One option is to swap the two implementations to restore that intuition.
`CONCURRENTLY WHERE` becomes the advisory locks approach (maximum
throughput), and bare `WHERE` becomes the diff approach (conservative,
blocks writers). On the other hand, `CONCURRENTLY` has historically meant
the diff-based algorithm specifically, not just a lower lock level.
I don't have a strong opinion here and would rather let the community
decide. The updated patch will leave the algorithms as-is for now. Happy to
swap them if that's the preferred direction.
Will post an updated patch soon.
Thanks,
Adam Brusselback
Hi Dharin,
Attached is an updated patch addressing your review comments and fixing the
concurrency model for the non-concurrent path.
Regarding the items you brought up:
1. Fixed the indnatts vs indnkeyatts issue for generating the ON CONFLICT
target.
2. Removed the incorrect regression test comment regarding subqueries.

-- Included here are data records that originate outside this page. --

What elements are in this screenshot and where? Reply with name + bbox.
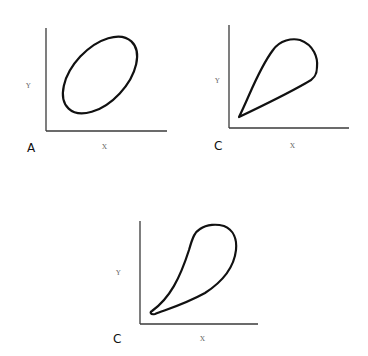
panel-c-x-label: X xyxy=(200,335,205,343)
panel-b-x-label: X xyxy=(290,142,295,150)
panel-c-y-label: Y xyxy=(115,269,121,277)
panel-b-y-label: Y xyxy=(214,77,220,85)
panel-a-y-label: Y xyxy=(25,82,31,90)
figure-canvas: Y X A Y X C Y X C xyxy=(0,0,368,356)
panel-b: Y X C xyxy=(214,25,349,153)
panel-c-teardrop-curve xyxy=(151,225,236,314)
panel-b-letter: C xyxy=(214,139,222,153)
panel-b-teardrop-curve xyxy=(239,39,317,117)
panel-a: Y X A xyxy=(25,23,167,155)
panel-a-x-label: X xyxy=(102,143,107,151)
panel-c-letter: C xyxy=(113,332,121,346)
panel-c: Y X C xyxy=(113,221,258,346)
panel-a-letter: A xyxy=(27,141,36,155)
panel-a-ellipse-curve xyxy=(49,23,151,127)
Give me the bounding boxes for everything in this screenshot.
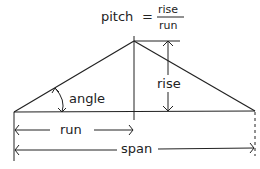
rise-label: rise [157,76,181,91]
span-line-right [158,148,254,149]
span-label: span [121,141,152,156]
angle-label: angle [69,91,105,106]
angle-marker [52,88,66,112]
formula-numerator: rise [158,3,178,16]
formula-denominator: run [159,19,177,32]
formula-equals: = [142,9,153,24]
pitch-formula: pitch = rise run [101,3,184,32]
roof-pitch-diagram: pitch = rise run angle rise run [0,0,260,169]
right-rafter [134,41,255,111]
formula-lhs: pitch [101,9,133,24]
roof-triangle [14,36,255,120]
run-label: run [60,122,82,137]
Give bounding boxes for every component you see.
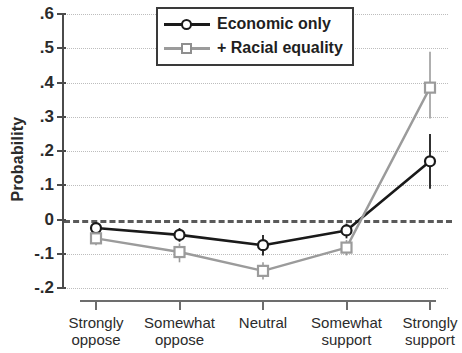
legend-item-racial-equality: + Racial equality bbox=[164, 36, 343, 60]
y-tick-label: .1 bbox=[10, 176, 54, 193]
y-tick-label: .6 bbox=[10, 5, 54, 22]
y-tick-label: .4 bbox=[10, 74, 54, 91]
y-axis-tick-labels: .6.5.4.3.2.10-.1-.2 bbox=[8, 0, 54, 353]
legend-label-racial-equality: + Racial equality bbox=[217, 39, 343, 57]
legend-item-economic-only: Economic only bbox=[164, 12, 343, 36]
legend-swatch-square-icon bbox=[164, 39, 210, 57]
y-tick-label: .3 bbox=[10, 108, 54, 125]
data-point-marker bbox=[175, 230, 185, 240]
x-axis-bracket bbox=[62, 300, 448, 314]
data-point-marker bbox=[258, 240, 268, 250]
y-tick-label: .5 bbox=[10, 39, 54, 56]
data-point-marker bbox=[425, 156, 435, 166]
x-axis-category-labels: StronglyopposeSomewhatopposeNeutralSomew… bbox=[50, 314, 454, 353]
y-tick-label: -.2 bbox=[10, 279, 54, 296]
x-tick-mark bbox=[346, 300, 348, 310]
legend-label-economic-only: Economic only bbox=[217, 15, 331, 33]
data-point-marker bbox=[425, 83, 435, 93]
x-category-label: Stronglysupport bbox=[380, 314, 462, 349]
y-tick-label: -.1 bbox=[10, 245, 54, 262]
data-point-marker bbox=[342, 225, 352, 235]
series-economic-only bbox=[91, 134, 435, 256]
series-line bbox=[96, 161, 430, 245]
x-tick-mark bbox=[179, 300, 181, 310]
y-tick-label: .2 bbox=[10, 142, 54, 159]
x-axis-line bbox=[80, 300, 436, 302]
data-point-marker bbox=[91, 223, 101, 233]
x-tick-mark bbox=[429, 300, 431, 310]
data-point-marker bbox=[342, 243, 352, 253]
legend-swatch-circle-icon bbox=[164, 15, 210, 33]
data-point-marker bbox=[258, 266, 268, 276]
chart-legend: Economic only + Racial equality bbox=[156, 7, 354, 66]
x-tick-mark bbox=[95, 300, 97, 310]
x-tick-mark bbox=[262, 300, 264, 310]
y-tick-label: 0 bbox=[10, 211, 54, 228]
data-point-marker bbox=[175, 247, 185, 257]
data-point-marker bbox=[91, 233, 101, 243]
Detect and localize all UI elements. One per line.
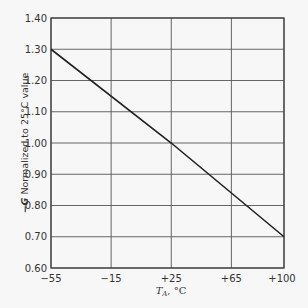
x-axis-ticks: −55−15+25+65+100 bbox=[40, 273, 295, 284]
x-tick-label: −15 bbox=[101, 273, 122, 284]
x-axis-label: TA, °C bbox=[156, 285, 187, 298]
x-tick-label: +25 bbox=[161, 273, 182, 284]
x-tick-label: +65 bbox=[221, 273, 242, 284]
x-tick-label: +100 bbox=[268, 273, 295, 284]
y-tick-label: 0.60 bbox=[25, 263, 47, 274]
y-tick-label: 0.70 bbox=[25, 231, 47, 242]
y-tick-label: 1.30 bbox=[25, 44, 47, 55]
y-tick-label: 1.40 bbox=[25, 13, 47, 24]
grid-lines bbox=[51, 18, 284, 268]
y-axis-label: −G Normalized to 25°C value bbox=[19, 73, 30, 214]
x-tick-label: −55 bbox=[40, 273, 61, 284]
chart: 0.600.700.800.901.001.101.201.301.40 −55… bbox=[0, 0, 308, 308]
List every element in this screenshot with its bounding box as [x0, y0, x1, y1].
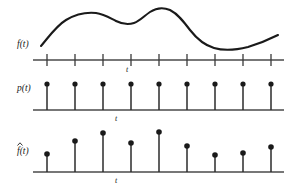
signal-label-fhat: f(t)	[17, 146, 29, 157]
impulse-stem	[100, 81, 105, 110]
axis-label-p: t	[115, 114, 118, 123]
impulse-stem	[240, 81, 245, 110]
impulse-stem	[156, 81, 161, 110]
sample-stem	[212, 152, 218, 172]
sample-stem	[268, 144, 274, 172]
axis-label-f: t	[126, 65, 129, 74]
waveform-curve-f	[41, 8, 278, 50]
signal-label-f: f(t)	[17, 39, 29, 50]
signal-label-p: p(t)	[16, 83, 31, 94]
sample-stem	[100, 130, 106, 172]
axis-label-fhat: t	[115, 176, 118, 185]
sampling-figure: f(t) t	[0, 0, 287, 195]
impulse-stem	[72, 81, 77, 110]
sample-stem	[72, 138, 78, 172]
sample-stem	[128, 140, 134, 172]
impulse-stem	[184, 81, 189, 110]
impulse-stem	[128, 81, 133, 110]
impulse-stem	[268, 81, 273, 110]
panel-fhat: f(t) t	[17, 129, 284, 185]
impulse-group-p	[44, 81, 273, 110]
panel-f: f(t) t	[17, 8, 284, 74]
sample-stem	[44, 151, 50, 172]
impulse-stem	[44, 81, 49, 110]
sample-stem	[156, 129, 162, 172]
sample-stem	[184, 143, 190, 172]
sample-group-fhat	[44, 129, 274, 172]
impulse-stem	[212, 81, 217, 110]
figure-canvas: f(t) t	[0, 0, 287, 195]
panel-p: p(t) t	[16, 81, 284, 123]
sample-stem	[240, 150, 246, 172]
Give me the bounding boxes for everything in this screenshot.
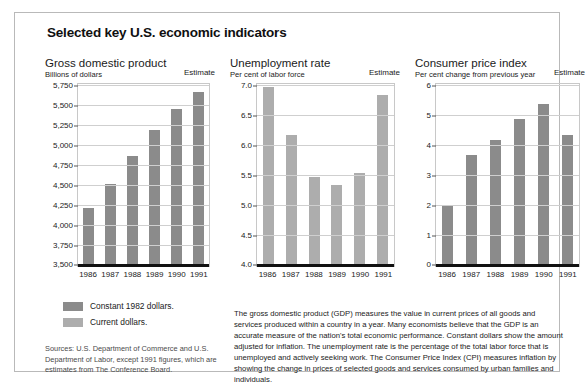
y-axis-tick-label: 6.0 bbox=[241, 141, 257, 150]
bar bbox=[466, 155, 477, 265]
bar bbox=[127, 156, 138, 264]
x-axis-tick-label: 1991 bbox=[372, 270, 394, 279]
gridline bbox=[78, 245, 209, 246]
gridline bbox=[257, 205, 394, 206]
bar bbox=[514, 119, 525, 264]
bar bbox=[286, 135, 297, 264]
x-axis-tick-label: 1986 bbox=[257, 270, 279, 279]
gridline bbox=[257, 85, 394, 86]
x-axis-tick-label: 1990 bbox=[349, 270, 371, 279]
y-axis-tick-label: 6 bbox=[427, 81, 436, 90]
gridline bbox=[257, 175, 394, 176]
plot-area-unemployment: 7.06.56.05.55.04.54.0 bbox=[256, 83, 395, 267]
y-axis-tick-label: 5,250 bbox=[53, 121, 78, 130]
y-axis-tick-label: 4,500 bbox=[53, 181, 78, 190]
x-axis-tick-label: 1987 bbox=[460, 270, 482, 279]
page-title: Selected key U.S. economic indicators bbox=[47, 25, 286, 40]
x-axis-tick-label: 1987 bbox=[280, 270, 302, 279]
estimate-label-gdp: Estimate bbox=[184, 68, 215, 77]
bar bbox=[538, 104, 549, 265]
legend-label: Current dollars. bbox=[90, 317, 147, 327]
bar bbox=[105, 184, 116, 264]
bar-group-unemployment bbox=[257, 84, 394, 264]
y-axis-tick-label: 3,500 bbox=[53, 260, 78, 269]
gridline bbox=[257, 115, 394, 116]
axis-baseline bbox=[257, 264, 394, 267]
axis-baseline bbox=[436, 264, 579, 267]
gridline bbox=[436, 145, 579, 146]
bar bbox=[354, 173, 365, 264]
y-axis-tick-label: 4 bbox=[427, 141, 436, 150]
gridline bbox=[78, 205, 209, 206]
y-axis-tick-label: 3,750 bbox=[53, 241, 78, 250]
estimate-label-unemployment: Estimate bbox=[369, 68, 400, 77]
x-axis-labels-cpi: 198619871988198919901991 bbox=[435, 270, 580, 279]
plot-area-cpi: 6543210 bbox=[435, 83, 580, 267]
y-axis-tick-label: 5,000 bbox=[53, 141, 78, 150]
axis-baseline bbox=[78, 264, 209, 267]
estimate-label-cpi: Estimate bbox=[554, 68, 585, 77]
x-axis-tick-label: 1991 bbox=[557, 270, 579, 279]
y-axis-tick-label: 1 bbox=[427, 231, 436, 240]
y-axis-tick-label: 3 bbox=[427, 171, 436, 180]
bar bbox=[193, 92, 204, 264]
legend: Constant 1982 dollars.Current dollars. bbox=[63, 301, 174, 333]
figure-panel: Selected key U.S. economic indicators Gr… bbox=[14, 12, 560, 372]
y-axis-tick-label: 4.0 bbox=[241, 260, 257, 269]
x-axis-tick-label: 1989 bbox=[509, 270, 531, 279]
gridline bbox=[78, 125, 209, 126]
y-axis-tick-label: 5 bbox=[427, 111, 436, 120]
bar bbox=[309, 177, 320, 264]
gridline bbox=[78, 225, 209, 226]
gridline bbox=[436, 205, 579, 206]
x-axis-tick-label: 1990 bbox=[533, 270, 555, 279]
bar bbox=[331, 185, 342, 264]
legend-item: Current dollars. bbox=[63, 317, 174, 327]
y-axis-tick-label: 4,000 bbox=[53, 221, 78, 230]
y-axis-tick-label: 4,750 bbox=[53, 161, 78, 170]
chart-panel-unemployment: Unemployment rate Per cent of labor forc… bbox=[230, 57, 396, 279]
x-axis-tick-label: 1991 bbox=[188, 270, 210, 279]
legend-swatch bbox=[63, 318, 83, 327]
gridline bbox=[78, 145, 209, 146]
y-axis-tick-label: 4.5 bbox=[241, 231, 257, 240]
bar-group-gdp bbox=[78, 84, 209, 264]
legend-swatch bbox=[63, 302, 83, 311]
gridline bbox=[257, 235, 394, 236]
bar-group-cpi bbox=[436, 84, 579, 264]
x-axis-labels-unemployment: 198619871988198919901991 bbox=[256, 270, 395, 279]
x-axis-tick-label: 1987 bbox=[99, 270, 121, 279]
gridline bbox=[436, 235, 579, 236]
x-axis-tick-label: 1988 bbox=[121, 270, 143, 279]
y-axis-tick-label: 5,500 bbox=[53, 101, 78, 110]
x-axis-tick-label: 1989 bbox=[144, 270, 166, 279]
y-axis-tick-label: 5.0 bbox=[241, 201, 257, 210]
chart-panel-gdp: Gross domestic product Billions of dolla… bbox=[45, 57, 211, 279]
gridline bbox=[436, 85, 579, 86]
chart-panel-cpi: Consumer price index Per cent change fro… bbox=[415, 57, 581, 279]
y-axis-tick-label: 4,250 bbox=[53, 201, 78, 210]
y-axis-tick-label: 5.5 bbox=[241, 171, 257, 180]
x-axis-tick-label: 1989 bbox=[326, 270, 348, 279]
y-axis-tick-label: 7.0 bbox=[241, 81, 257, 90]
x-axis-tick-label: 1990 bbox=[166, 270, 188, 279]
x-axis-tick-label: 1986 bbox=[436, 270, 458, 279]
plot-area-gdp: 5,7505,5005,2505,0004,7504,5004,2504,000… bbox=[77, 83, 210, 267]
gridline bbox=[436, 115, 579, 116]
y-axis-tick-label: 6.5 bbox=[241, 111, 257, 120]
bar bbox=[149, 130, 160, 264]
gridline bbox=[78, 105, 209, 106]
bar bbox=[377, 95, 388, 264]
gridline bbox=[78, 85, 209, 86]
x-axis-tick-label: 1986 bbox=[77, 270, 99, 279]
gridline bbox=[436, 175, 579, 176]
gridline bbox=[78, 185, 209, 186]
y-axis-tick-label: 2 bbox=[427, 201, 436, 210]
bar bbox=[83, 208, 94, 264]
y-axis-tick-label: 5,750 bbox=[53, 81, 78, 90]
bar bbox=[562, 135, 573, 264]
y-axis-tick-label: 0 bbox=[427, 260, 436, 269]
gridline bbox=[78, 165, 209, 166]
bar bbox=[490, 140, 501, 264]
sources-note: Sources: U.S. Department of Commerce and… bbox=[45, 344, 225, 376]
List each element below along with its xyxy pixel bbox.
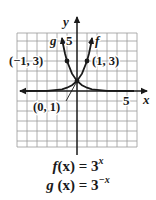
equation-g-body: (x) = 3: [54, 177, 99, 193]
equation-g-name: g: [46, 177, 54, 193]
y-axis-label: y: [61, 14, 69, 29]
point-1-3: [85, 59, 90, 64]
point-label-neg1-3: (−1, 3): [9, 54, 43, 68]
equation-g: g (x) = 3−x: [0, 176, 156, 194]
equation-g-exponent: −x: [99, 174, 110, 185]
curve-f-label: f: [95, 33, 101, 48]
point-label-0-1: (0, 1): [33, 100, 60, 114]
point-neg1-3: [65, 59, 70, 64]
equation-f-body: (x) = 3: [57, 158, 98, 174]
y-tick-5: 5: [66, 33, 73, 48]
equation-f-exponent: x: [99, 155, 104, 166]
curve-g-label: g: [49, 33, 57, 48]
equation-f: f(x) = 3x: [0, 157, 156, 175]
point-0-1: [75, 79, 80, 84]
graph: y x 5 5 g f (−1, 3) (1, 3) (0, 1): [0, 0, 156, 155]
point-label-1-3: (1, 3): [92, 54, 119, 68]
x-axis-label: x: [142, 92, 150, 107]
x-tick-5: 5: [123, 93, 130, 108]
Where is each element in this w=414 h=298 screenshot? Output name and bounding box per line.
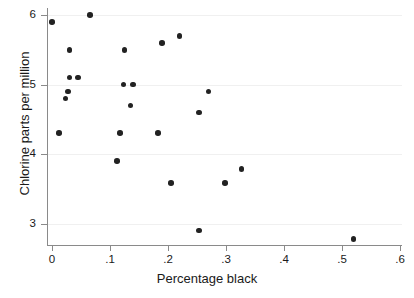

Regarding the concurrency gap and safety model:
In my last email, I mentioned planning to use transaction-level advisory
locks to fix the consistency gap. After prototyping it, I had to abandon
that approach. Testing revealed that it falls over at scale, quickly
hitting `max_locks_per_transaction` limits and causing issues with bulk
operations. I worked on this for a while before deciding it wasn't workable.
Instead, I went a different direction. The non-concurrent partial refresh
now uses a different two-step strategy:
1. It first executes a `SELECT FROM mv WHERE ... FOR UPDATE` to lock
existing rows matching the predicate. This serializes concurrent partial
refreshes on overlapping rows while allowing non-overlapping refreshes to
proceed in parallel.
2. It then executes a single CTE that evaluates the underlying query,
upserts the results into the matview, and deletes rows that no longer match
the predicate via an anti-join.
In my testing, this approach had similar performance to the original
implementation, but hasn't exhibited the same correctness issues.